Three factors figured heavily into your search engine positioning:
- Technical SEO
- Backlinks to your web pages
- Website speed
Performance or Page Speed is a factor Google and other search engines use to deliver the best content to the end user. If a site takes a long time to load, it reflects poorly on the search engine. Page speeds comes from two elements: the download of the webpage content; and the how hard it is for your web browser to interpret the content and turn it into a sensible looking webpage.
These are some of the issues and ways to improve performance. Some are things that a website owner can directly affect. Some of topics best left up to the pros.
Image Issues
Images can be too big.a 72×72 pixel icon could actually use a 1400×800 image. Maybe, a plugin failed you and request an image that is too big to be optimal. The GTMetrix report will generate optimized images for you.
Image format choices. Know the difference between GIFs (or is that GIF?), JPEGs, PNGs, SVGs and bitmaps. Use the ideal image for the role in the presentation.
JavaScript Placement
The header is the best (except when it isn’t). When Javascript code goes into the header, that code executes first. It will block the display of content until the Javascript fully executes. This is called “render blocking.” From an end-user perspective, this is horrible. They will be left with a white screen for much long than is ideal.
Put some stuff into the Footer. Some code can always go into the footer: analytics code, helper code, code relevant to the lower sections of the page (eg. a dynamic footer).
Client side Caching
Make content cacheable. WordPress will put query strings onto the tail end of some URLs and change that string with each load to give you a new and fresh load of that image, script or styling. From an end user perspective, that takes a lot of time.
Change the Expiry date (it’s a meta data setting in the served assets) to push it days or even months into the future. That let’s a web browser shoulder some of the load and keep copies of those elements on their computer instead of downloading them new with each page load.
Third Party Assets
Easy to deploy third party code almost always kill performance. While it’s handy to drop in a snippet from Instagram, Facebook, Google, Click-to-chat, CRM tools, those can kill performance.
Pull as much as possible into your control. Download Google fonts and serve them from your site or your CDN.
Deliver the content from server side generated HTML, not Javascript delivered / built code.
Elect to leave out some of the third party assets on some pages. If performance is really important, be cautious of third party apps.
Compression
File downloads are a big time suck. Fewer files to request and smaller files are key.
Each plugin and theme is likely to introduce several CSS and JS files apiece. This can quickly add to up to 20+ CSS and 20+ Javascript file requests.
Plugins like AutoOptimize can consolidate the CSS into fewer files and it can do the same with JavaScript.

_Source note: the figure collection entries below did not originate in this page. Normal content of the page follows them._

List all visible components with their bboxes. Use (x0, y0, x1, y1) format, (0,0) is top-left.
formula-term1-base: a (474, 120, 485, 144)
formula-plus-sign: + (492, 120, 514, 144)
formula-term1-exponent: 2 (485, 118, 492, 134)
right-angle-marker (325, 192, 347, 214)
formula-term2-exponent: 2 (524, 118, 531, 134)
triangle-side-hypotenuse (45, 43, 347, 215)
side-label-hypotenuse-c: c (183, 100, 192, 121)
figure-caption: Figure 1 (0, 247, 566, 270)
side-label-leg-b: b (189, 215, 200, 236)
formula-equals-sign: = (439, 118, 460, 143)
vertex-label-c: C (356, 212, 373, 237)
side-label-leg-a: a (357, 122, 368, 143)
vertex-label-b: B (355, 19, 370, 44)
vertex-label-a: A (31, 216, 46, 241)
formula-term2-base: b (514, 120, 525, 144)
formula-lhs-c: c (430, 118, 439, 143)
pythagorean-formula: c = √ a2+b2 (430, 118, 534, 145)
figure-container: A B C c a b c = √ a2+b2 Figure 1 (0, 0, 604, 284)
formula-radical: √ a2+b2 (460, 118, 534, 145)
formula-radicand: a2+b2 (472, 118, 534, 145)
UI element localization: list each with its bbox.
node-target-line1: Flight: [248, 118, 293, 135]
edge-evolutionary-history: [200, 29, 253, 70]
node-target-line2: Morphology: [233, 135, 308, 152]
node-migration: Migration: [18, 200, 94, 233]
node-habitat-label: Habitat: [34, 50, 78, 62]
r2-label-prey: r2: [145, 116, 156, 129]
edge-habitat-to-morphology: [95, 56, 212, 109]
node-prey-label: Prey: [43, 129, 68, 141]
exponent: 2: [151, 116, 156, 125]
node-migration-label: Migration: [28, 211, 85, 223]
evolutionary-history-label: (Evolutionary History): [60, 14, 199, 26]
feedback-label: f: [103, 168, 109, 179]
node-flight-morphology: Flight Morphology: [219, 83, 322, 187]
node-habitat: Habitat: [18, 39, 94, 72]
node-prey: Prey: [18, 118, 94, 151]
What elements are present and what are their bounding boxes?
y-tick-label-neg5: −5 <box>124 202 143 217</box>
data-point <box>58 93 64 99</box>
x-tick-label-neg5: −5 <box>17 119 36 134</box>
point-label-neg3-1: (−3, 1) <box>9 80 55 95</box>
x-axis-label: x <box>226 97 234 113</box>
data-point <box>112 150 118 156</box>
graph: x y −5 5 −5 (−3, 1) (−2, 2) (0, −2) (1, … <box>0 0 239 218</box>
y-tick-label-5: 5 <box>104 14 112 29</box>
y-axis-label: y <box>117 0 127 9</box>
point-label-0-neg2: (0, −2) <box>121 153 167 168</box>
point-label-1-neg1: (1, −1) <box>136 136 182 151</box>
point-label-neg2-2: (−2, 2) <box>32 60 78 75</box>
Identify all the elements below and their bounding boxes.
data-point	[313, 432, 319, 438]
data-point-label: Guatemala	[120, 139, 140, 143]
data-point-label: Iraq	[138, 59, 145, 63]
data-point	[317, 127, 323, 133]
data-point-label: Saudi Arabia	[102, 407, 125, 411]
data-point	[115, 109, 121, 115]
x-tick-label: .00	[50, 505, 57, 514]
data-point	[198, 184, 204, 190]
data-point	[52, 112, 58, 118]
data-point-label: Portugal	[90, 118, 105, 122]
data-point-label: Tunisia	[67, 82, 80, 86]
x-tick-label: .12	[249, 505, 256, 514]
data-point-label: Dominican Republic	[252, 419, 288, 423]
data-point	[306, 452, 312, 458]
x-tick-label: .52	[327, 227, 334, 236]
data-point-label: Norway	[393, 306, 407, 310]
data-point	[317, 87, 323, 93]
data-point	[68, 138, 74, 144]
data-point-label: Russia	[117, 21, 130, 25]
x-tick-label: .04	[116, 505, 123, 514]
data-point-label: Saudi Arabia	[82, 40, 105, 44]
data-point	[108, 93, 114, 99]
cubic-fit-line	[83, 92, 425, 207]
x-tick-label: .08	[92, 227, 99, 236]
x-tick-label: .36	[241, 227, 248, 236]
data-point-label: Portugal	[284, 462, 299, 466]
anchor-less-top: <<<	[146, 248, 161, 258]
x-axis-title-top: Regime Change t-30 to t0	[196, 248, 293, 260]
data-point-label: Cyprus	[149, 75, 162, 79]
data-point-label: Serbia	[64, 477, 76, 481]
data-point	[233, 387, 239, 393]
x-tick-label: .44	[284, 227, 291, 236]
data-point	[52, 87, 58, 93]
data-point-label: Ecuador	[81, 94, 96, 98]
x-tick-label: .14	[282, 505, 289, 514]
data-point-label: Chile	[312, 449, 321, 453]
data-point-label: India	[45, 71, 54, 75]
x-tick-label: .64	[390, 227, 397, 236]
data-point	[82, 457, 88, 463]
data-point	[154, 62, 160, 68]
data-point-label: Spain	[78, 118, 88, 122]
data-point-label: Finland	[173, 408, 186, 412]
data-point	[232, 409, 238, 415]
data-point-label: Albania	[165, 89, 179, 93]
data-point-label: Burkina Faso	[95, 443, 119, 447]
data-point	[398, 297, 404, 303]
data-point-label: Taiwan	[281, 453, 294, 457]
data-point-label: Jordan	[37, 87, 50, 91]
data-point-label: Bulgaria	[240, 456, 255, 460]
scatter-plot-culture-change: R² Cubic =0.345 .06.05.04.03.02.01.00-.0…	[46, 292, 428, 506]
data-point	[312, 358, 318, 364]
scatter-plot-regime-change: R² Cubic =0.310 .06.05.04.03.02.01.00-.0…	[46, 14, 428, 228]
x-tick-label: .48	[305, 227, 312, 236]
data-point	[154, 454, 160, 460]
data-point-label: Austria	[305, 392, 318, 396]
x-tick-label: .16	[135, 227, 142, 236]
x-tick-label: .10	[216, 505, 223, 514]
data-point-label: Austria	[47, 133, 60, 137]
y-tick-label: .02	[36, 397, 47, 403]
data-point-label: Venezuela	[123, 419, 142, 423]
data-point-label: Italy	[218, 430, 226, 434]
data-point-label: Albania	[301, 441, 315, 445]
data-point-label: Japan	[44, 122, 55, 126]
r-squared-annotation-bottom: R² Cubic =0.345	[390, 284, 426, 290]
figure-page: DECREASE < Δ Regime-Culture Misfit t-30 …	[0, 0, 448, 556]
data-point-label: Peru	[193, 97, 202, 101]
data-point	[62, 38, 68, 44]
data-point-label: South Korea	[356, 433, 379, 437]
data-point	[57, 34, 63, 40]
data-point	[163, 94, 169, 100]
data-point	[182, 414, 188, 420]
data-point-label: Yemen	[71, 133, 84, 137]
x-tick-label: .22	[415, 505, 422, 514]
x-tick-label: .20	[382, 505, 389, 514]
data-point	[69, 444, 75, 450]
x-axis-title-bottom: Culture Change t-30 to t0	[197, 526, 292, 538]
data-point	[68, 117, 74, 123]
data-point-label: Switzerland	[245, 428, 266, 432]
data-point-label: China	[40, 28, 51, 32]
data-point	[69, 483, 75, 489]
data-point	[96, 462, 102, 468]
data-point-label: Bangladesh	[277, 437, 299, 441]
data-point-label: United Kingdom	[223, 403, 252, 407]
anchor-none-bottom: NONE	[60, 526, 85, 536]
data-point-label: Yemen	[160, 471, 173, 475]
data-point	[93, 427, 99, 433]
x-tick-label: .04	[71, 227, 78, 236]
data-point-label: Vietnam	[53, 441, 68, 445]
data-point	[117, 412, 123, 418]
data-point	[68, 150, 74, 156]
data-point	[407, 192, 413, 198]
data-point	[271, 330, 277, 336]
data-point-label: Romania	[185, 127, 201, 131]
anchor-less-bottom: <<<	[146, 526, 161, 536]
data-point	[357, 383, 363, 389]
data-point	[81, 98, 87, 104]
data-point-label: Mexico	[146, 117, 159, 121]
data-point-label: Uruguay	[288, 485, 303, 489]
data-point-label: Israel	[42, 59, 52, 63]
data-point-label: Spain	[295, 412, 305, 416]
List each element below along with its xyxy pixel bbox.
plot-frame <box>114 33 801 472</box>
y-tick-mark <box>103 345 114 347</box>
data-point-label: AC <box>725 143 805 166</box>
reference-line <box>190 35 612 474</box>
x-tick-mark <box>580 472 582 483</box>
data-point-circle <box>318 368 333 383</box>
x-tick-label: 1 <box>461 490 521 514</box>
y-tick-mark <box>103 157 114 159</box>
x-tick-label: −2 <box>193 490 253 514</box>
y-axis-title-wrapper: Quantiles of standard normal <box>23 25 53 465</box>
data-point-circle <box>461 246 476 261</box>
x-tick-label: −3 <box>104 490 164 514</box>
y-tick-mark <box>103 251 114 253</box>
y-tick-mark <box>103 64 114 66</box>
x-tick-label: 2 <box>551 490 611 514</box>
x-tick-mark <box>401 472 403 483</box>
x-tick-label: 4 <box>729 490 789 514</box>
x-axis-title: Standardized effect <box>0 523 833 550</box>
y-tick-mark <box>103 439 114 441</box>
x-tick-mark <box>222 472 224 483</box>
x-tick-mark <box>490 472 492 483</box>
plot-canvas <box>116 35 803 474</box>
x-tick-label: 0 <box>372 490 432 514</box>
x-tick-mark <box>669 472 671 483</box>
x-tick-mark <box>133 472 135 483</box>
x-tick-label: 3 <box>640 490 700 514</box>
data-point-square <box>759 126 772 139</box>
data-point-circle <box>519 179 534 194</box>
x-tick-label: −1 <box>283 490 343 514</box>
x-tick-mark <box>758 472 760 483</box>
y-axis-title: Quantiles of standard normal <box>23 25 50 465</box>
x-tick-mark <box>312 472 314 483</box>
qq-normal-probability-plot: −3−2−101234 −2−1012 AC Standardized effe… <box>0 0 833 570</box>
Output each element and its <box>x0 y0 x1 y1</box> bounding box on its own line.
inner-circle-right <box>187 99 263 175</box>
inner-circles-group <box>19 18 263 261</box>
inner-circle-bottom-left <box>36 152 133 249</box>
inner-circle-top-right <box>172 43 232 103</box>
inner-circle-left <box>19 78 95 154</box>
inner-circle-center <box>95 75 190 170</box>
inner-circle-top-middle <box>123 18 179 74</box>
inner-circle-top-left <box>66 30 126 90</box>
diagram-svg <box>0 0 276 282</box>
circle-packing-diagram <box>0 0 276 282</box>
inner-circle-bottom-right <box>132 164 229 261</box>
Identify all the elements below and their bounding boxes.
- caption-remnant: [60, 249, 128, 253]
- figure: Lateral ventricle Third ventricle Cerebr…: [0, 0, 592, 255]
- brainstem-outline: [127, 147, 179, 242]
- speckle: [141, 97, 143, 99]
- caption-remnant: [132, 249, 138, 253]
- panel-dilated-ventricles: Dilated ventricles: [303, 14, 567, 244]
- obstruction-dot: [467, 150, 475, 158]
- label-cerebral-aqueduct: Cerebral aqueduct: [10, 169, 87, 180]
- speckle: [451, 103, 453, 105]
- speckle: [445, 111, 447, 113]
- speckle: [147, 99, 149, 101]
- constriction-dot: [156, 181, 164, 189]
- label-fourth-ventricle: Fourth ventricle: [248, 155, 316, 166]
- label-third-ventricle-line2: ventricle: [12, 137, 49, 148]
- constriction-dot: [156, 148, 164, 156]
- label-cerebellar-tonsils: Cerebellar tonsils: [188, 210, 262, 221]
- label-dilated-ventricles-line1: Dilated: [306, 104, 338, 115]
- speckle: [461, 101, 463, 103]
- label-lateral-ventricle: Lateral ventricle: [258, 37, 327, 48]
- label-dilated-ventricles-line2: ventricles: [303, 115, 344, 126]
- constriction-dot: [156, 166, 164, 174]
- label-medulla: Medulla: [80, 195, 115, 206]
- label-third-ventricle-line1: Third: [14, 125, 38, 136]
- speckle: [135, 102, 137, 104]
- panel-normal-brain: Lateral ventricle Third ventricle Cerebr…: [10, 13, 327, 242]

Almost every web server is capable of serving out files compressed with GZip. Almost every web browser is capable of decoding GZipped files.
Server Caching
Store static copies of complex output (eg. leaderboards, lists of recent posts, stats).
Optimize code on the server before it is shipped to the client.
Deploy a plugin like W3 Total Cache, WP Cache, etc.
Keep-Alive: Time is lost when some browsers reacquire the path to your server with each file request. By tweaking the server’s Keep Alive, you can keep that connection active.
Content Delivery Networks (CDNs):
Use a CDN to stow and deliver some of the content.
A CDN can take the pressure off of the server.
It can deliver content from a server closer to the end client.
Flush Your Output
Aggregate CSS and Javascript
You should collapse all of your Javascript and CSS into one file each (all CSS in one; all Javascript in the other). While Drupal does ask for a lot supporting files, it compensates by allowing for the aggregation of Javascript and CSS into collected files. In extreme cases, this knocks down the number of files from 30+ files down to two to four files. If you’re using a CMS make sure it can aggregate these supporting files. If you’re doing a manual web design, make sure you follow this rule as closely as possible.
CSS Sprites
CSS sprites use portions of a larger image to fulfill some graphical need on your web page. Spriting isn’t a new concept– I probably built my first sprite for a video game over 25 years ago. But its role in web design is comparatively new.In pursuit of fewer file downloads, you can lump multiple elements into a single image and then use CSS to slice that image for use. There is a lot of finesse to how you slice up an image with CSS. You need to pay attention to how the image will be used and you need to be comfortable using CSS backgrounds with cropping and the repeat concepts figured out.
Too Much?
If these performance tips are too much for you to implement, that’s okay. The good news: we deploy these techniques on every site we deploy. Web321 sites get all of the improvements possible to let the site out-perform the competition.